ID: 68614 • Letter: S

Question

Suppose that you would like to make a human protein in bacteria. You clone a fragment of genomic DNA that contains the human gene into a plasmid, transform the plasmid into the bacteria, and isolate colonies containing the recombinant plasmid.

Which of the following results would you expect from this experiment?

Select all that apply.

Select all that apply.

The bacteria could produce a normal, functioning human protein. The bacteria could produce no human protein. The bacteria could produce a much longer protein with an incorrect amino acid sequence. The bacteria could produce a truncated, nonfunctional human protein.

Explanation / Answer

Bacteria are prokaryotes and humans are eukaryotes. There exists much difference between prokaryote and eukaryote genes. ONe such difference is the presence of introns in eukaryote genes. Introns are sequences that are not included in the mature mRNA that is translated into a protein. Eukaryote cells have machinery to splice/remove the introns; whereas prokaryotes lack the same.

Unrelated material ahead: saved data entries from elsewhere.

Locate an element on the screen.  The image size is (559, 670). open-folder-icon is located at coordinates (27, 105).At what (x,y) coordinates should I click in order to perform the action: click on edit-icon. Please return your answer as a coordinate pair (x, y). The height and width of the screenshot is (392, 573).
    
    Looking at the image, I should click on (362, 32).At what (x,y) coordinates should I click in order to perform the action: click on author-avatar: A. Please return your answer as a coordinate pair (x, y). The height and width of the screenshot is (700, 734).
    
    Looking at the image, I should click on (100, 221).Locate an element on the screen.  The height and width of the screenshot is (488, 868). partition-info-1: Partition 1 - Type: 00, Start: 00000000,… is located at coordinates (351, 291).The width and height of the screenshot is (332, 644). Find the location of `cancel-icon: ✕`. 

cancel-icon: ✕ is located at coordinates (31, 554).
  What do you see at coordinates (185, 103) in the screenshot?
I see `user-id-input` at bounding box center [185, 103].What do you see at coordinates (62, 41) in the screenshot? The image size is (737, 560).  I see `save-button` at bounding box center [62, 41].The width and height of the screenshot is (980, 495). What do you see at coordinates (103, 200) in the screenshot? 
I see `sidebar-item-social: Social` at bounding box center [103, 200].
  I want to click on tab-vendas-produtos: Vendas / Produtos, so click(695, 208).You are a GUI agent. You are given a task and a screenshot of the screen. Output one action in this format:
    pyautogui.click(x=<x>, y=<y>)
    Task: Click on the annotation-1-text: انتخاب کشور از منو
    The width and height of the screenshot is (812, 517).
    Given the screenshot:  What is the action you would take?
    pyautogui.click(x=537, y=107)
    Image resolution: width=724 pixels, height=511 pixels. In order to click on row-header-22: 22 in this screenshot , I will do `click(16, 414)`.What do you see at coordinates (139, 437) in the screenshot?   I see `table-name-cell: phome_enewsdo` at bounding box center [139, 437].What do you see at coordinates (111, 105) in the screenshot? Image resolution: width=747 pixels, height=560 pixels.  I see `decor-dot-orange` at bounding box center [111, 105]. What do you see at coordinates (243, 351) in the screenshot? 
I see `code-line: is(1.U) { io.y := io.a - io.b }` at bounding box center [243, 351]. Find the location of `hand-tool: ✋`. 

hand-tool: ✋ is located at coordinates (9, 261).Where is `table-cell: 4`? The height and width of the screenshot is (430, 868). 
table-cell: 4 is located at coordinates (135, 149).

Moreover, the promotors of eukaryotes may not efficiently recognized by enzymes of prokaryotes.

Therefore, the bacteria could produce no human protein.

The bacteria could produce a human protein only when the introns are removed. To achieve this, cDNA is to be prepared from mRNA and is to be cloned into a plasmid. Genomic DNA isolated directly from cellular genome of eukaryotes cannot be transcribed/translated in bacteria, unless the bacteria is modified to have splicing machinary in it.